Harriet Namayanja, a regular listener to CBS radio, was struggling to make ends meet as a poultry farmer when she heard on radio a discussion about a project to empower women through savings and loan associations (PEWOSA).
She picked interest to venture into cottage industries and has never looked back. “When I started the business I only used my children as workers because I didn't have money to pay workers,” she explains.
Since 2012, Namayanja has been able to grow and expand her business, buy land, build a house and support her family.
Through PEWOSA, Namayanja has accessed loans easily and at lower interest rates and a longer time of repayment making her Family Immune Products and body boosters business grow.

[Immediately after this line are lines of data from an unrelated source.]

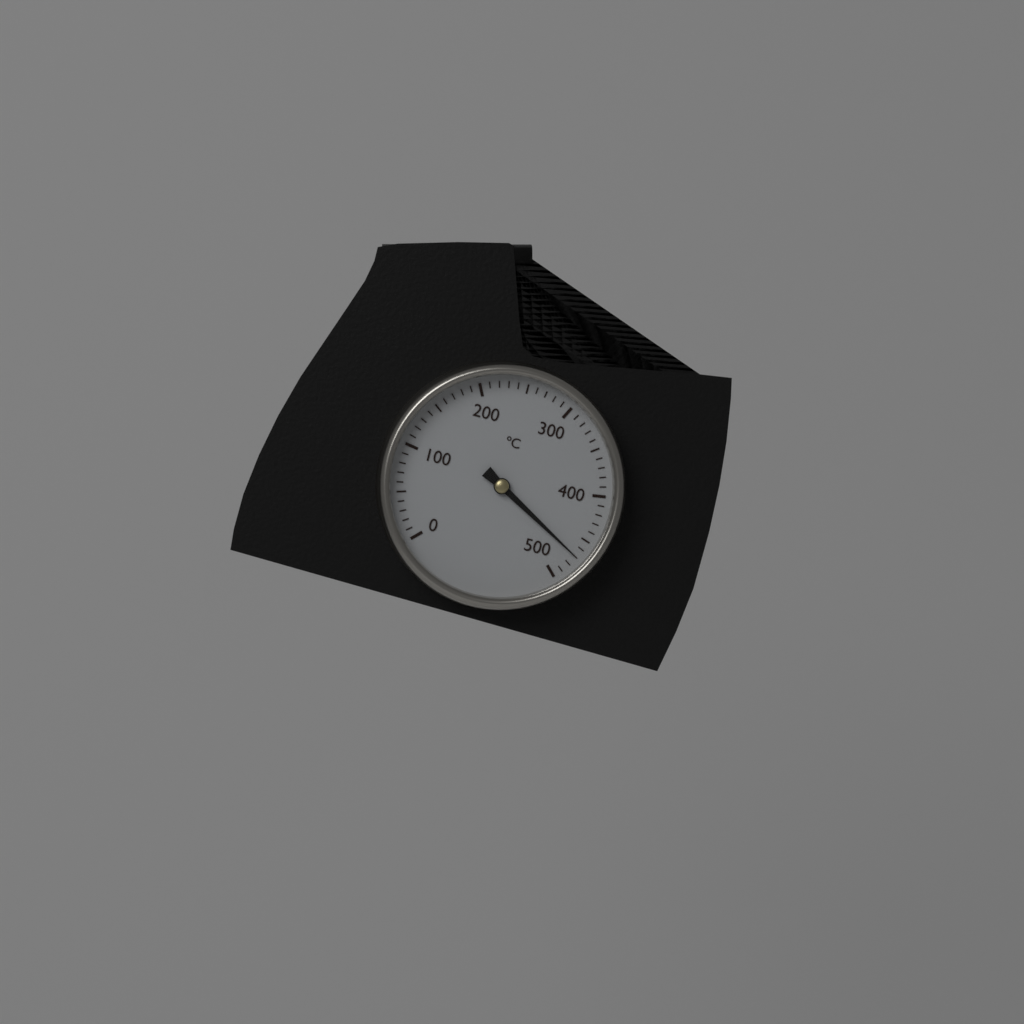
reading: 470 °C
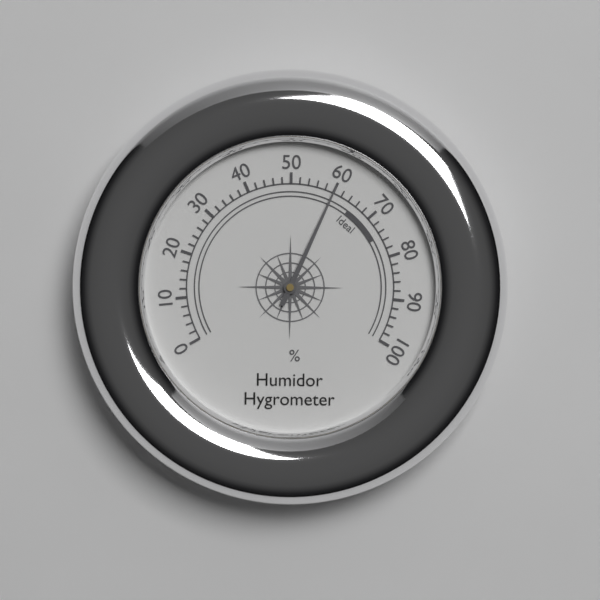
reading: 60 %
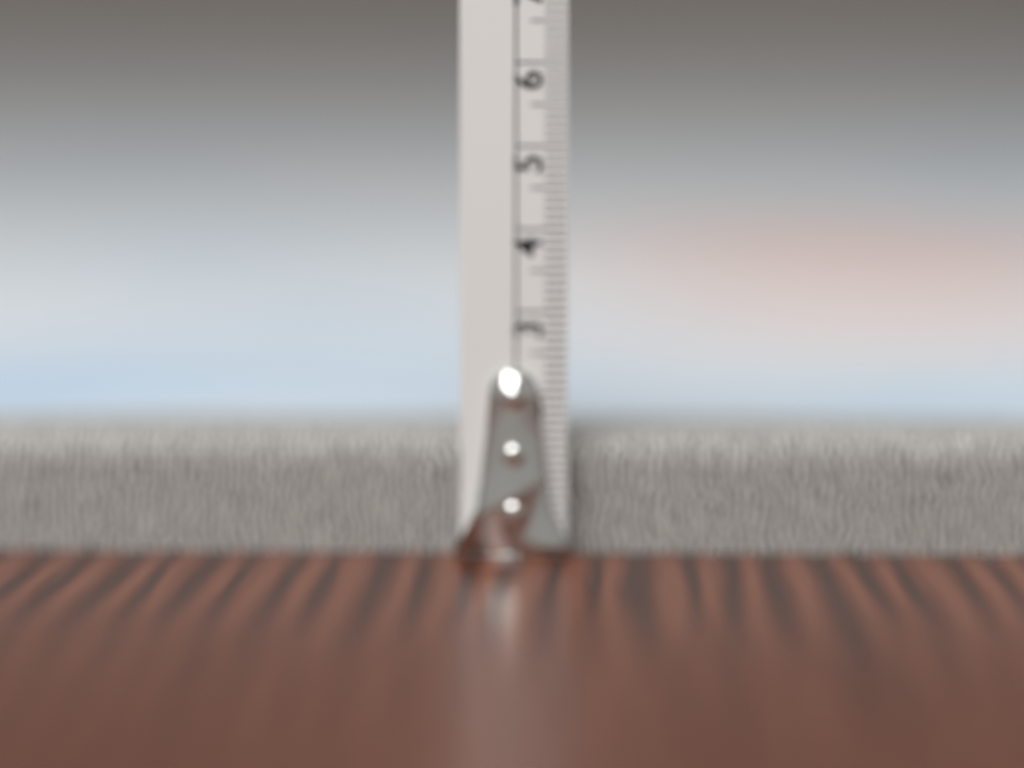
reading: 1.5 cm
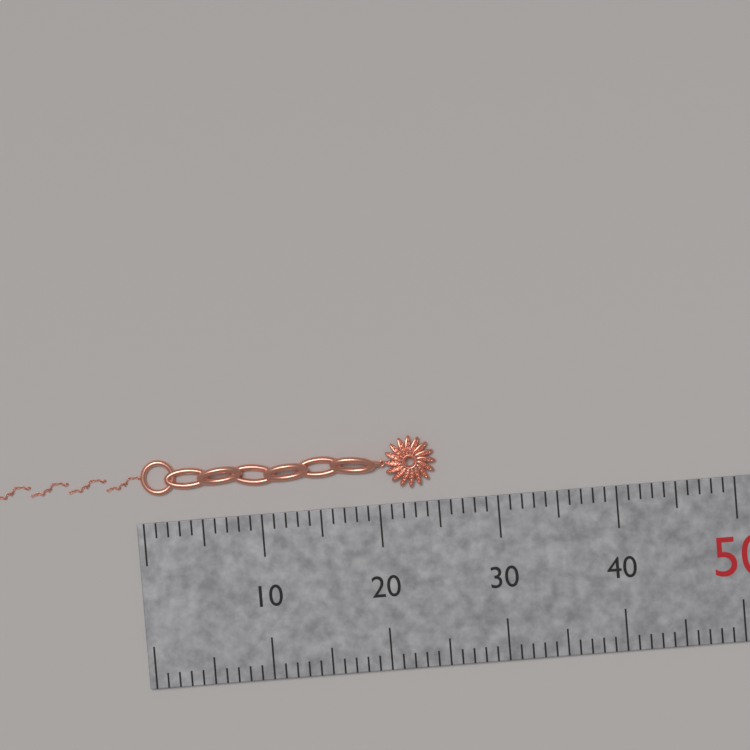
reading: 25 mm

Namayanja spotted the business opportunity in 2012 and she eventually started in one room and she named the business Family Immune Products and Body Boosters. Namayanja started with making tea spices from avocado seeds through pounding them in a mortar to get powder. From one product and two employees, she now deals in twelve products, employs 16 workers and gets her products processed and packed from a factory.

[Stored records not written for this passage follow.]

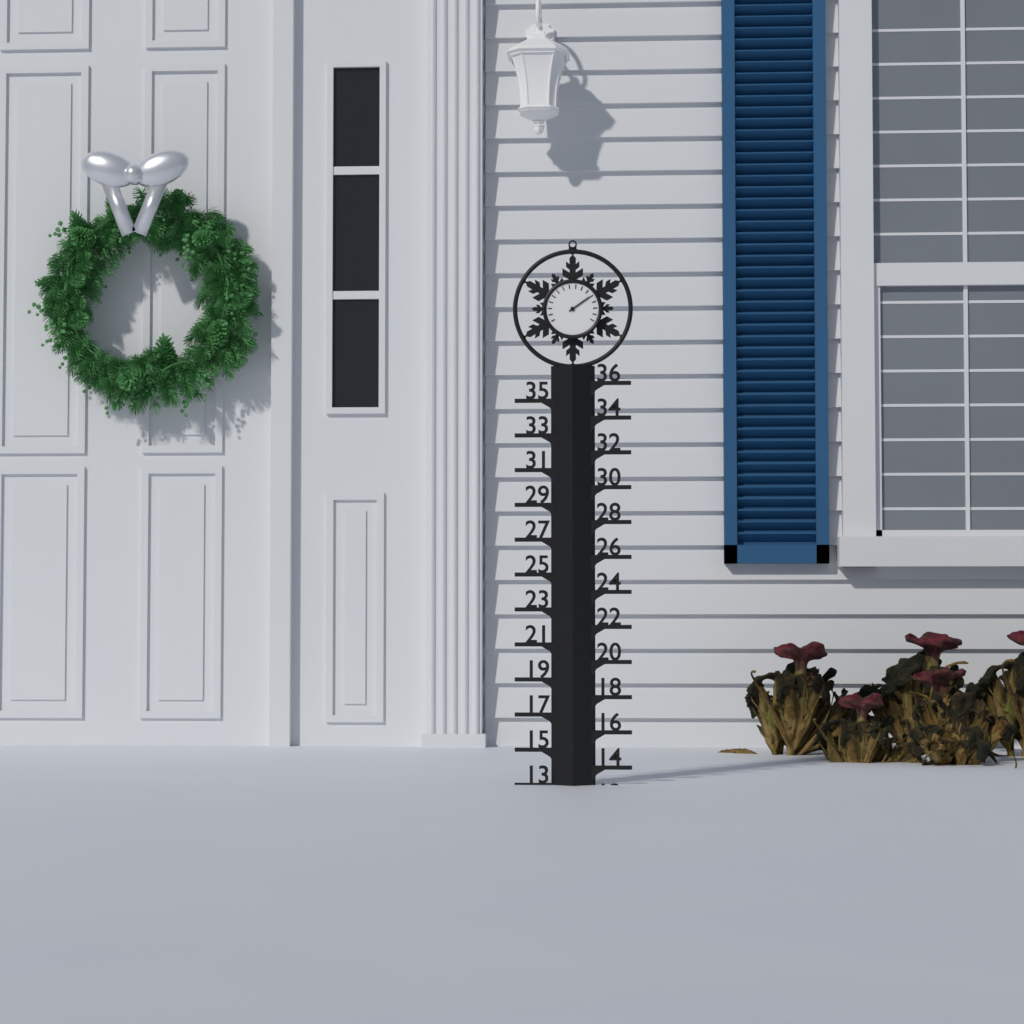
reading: 13 (no unit)
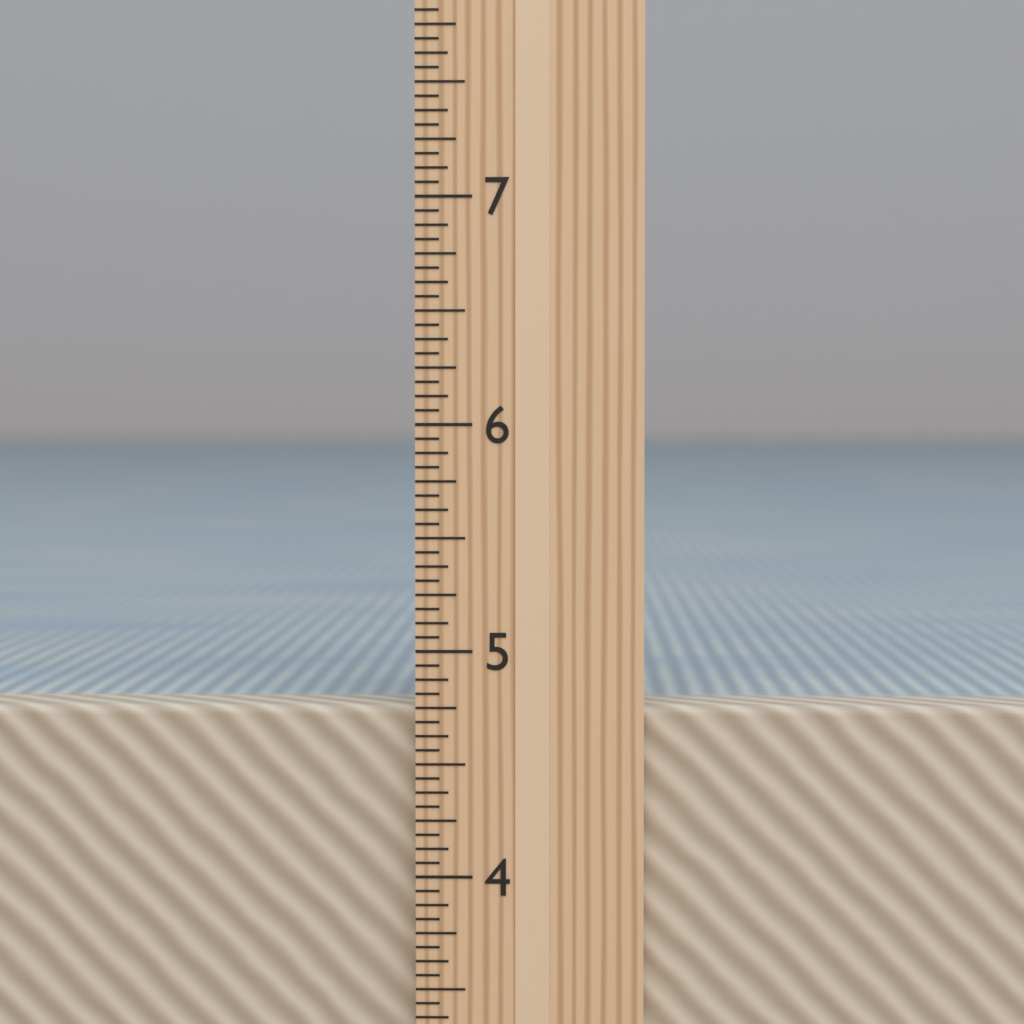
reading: 4.7500 in
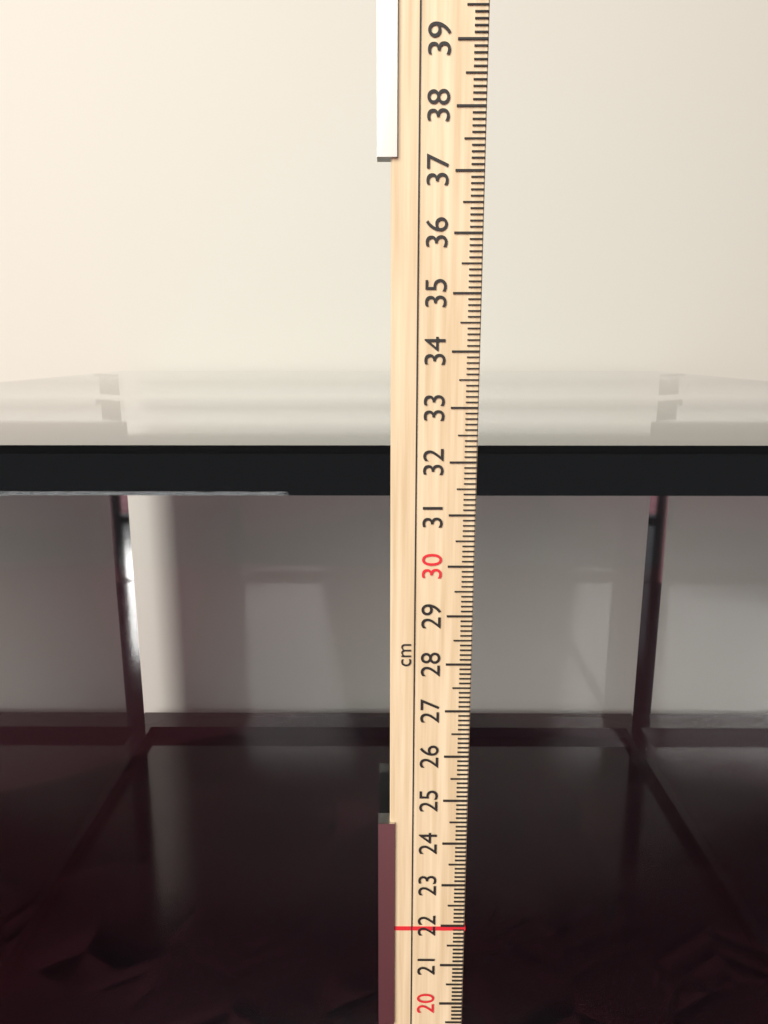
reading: 32.2 cm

She now owns the business in Maganjo, Wakiso district that deals in health products. The products help in body building of especially the infants and curing dehydration. They include avocado, hibiscus, pumpkin seeds and simsim among others.

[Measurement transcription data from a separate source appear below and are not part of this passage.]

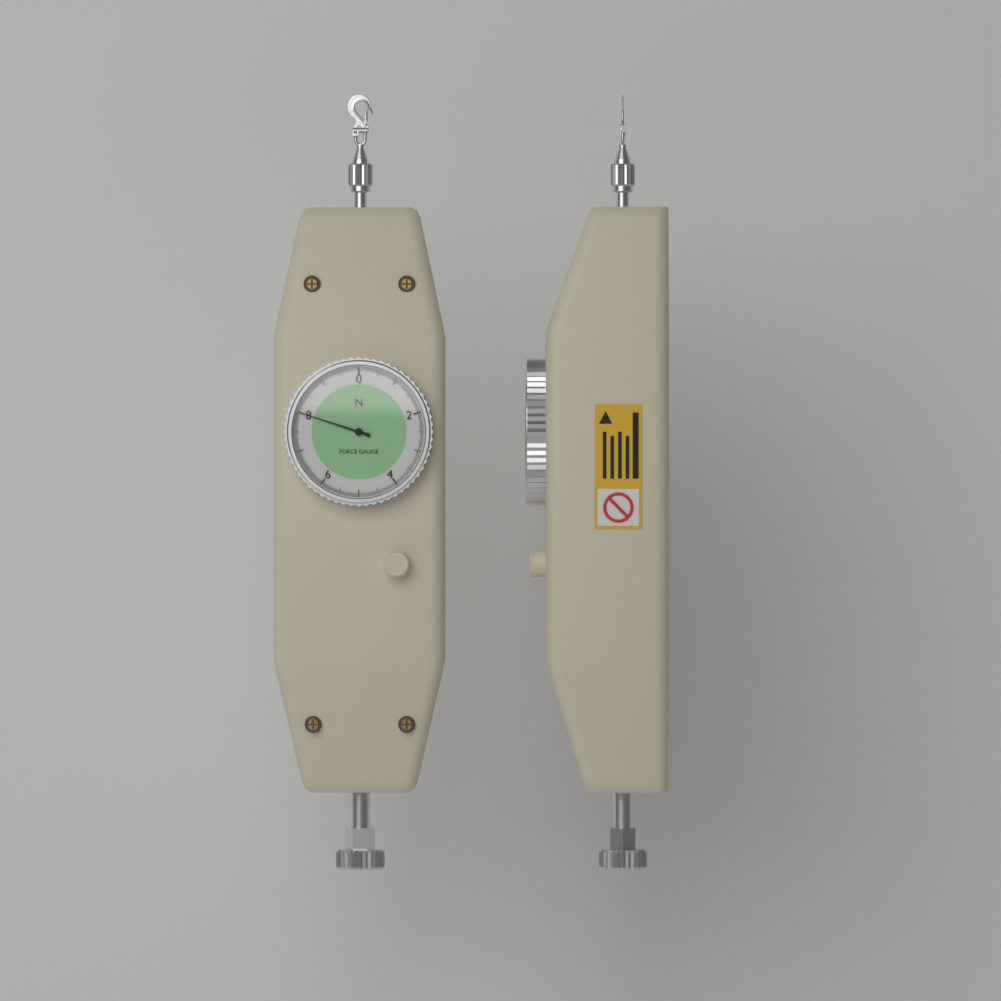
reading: 8.00 N
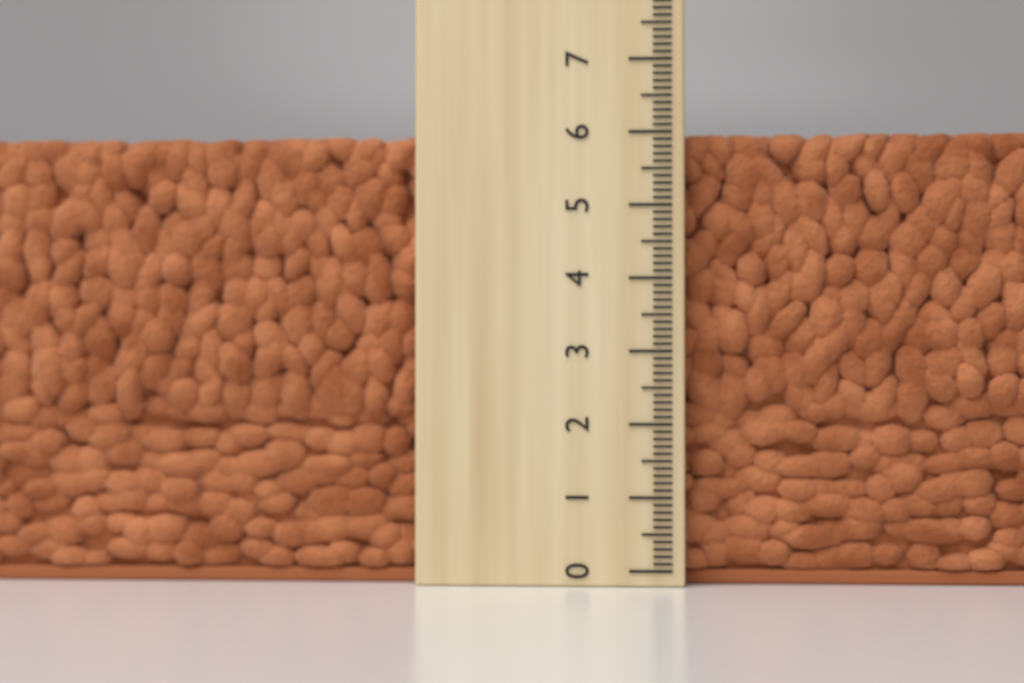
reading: 6.0 (no unit)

But the starting was not easy, she says. “I would save 5000 shillings a week after selling my products,” she said.
Namayanja always carried materials and delivered finished products to her clients. Her production capital depended on customers who would pay deposits and that is the money she used use to buy raw materials that is the avocado seeds, simsim, pumpkin seeds among others. She says she gets an average profit of 1200 shillings on every tin sold.
The 45-year-old mother of two says one of the challenges is competition from others in the same business. "I always plan to be exceptional. But there are people in the same business who wait for clients from wherever they are. They do not explore the market. I make unique products like small branded tins and this helps me expand my market base.”
Fazirah Namugga, an employee, talks approvingly of the business now: "We sell our products to people in different parts of Kampala and Jinja among other towns. Since we make quality products, our customers look for us everywhere we are found."
Florence Mukasa, a client rates Namayanja’s products highly. "I decided to taste her products by buying a big tin of hibiscus at Shillings 10,000. I used to make hibiscus juice as she advised me that it helps to solve dehydration and it really worked for me.”
Namanyanja attends different exhibitions like in that organized by CBS PEWOSA, Namboole, Lugogo among others. This helps her get in touch with her clients and also meet other persons who develop desire for her products.
"In a year we attend to nine exhibitions and of these one is organized by CBS PEWOSA at Wankulukuku Stadium where we are given opportunities to display our commodities and interact with our clients," says Bwambale Isaac, an employee.
About future plans, Namayanja hopes to acquire modern machinery for processing and packaging.
"Start with what you have" is what she says to young people who are trying to become independent.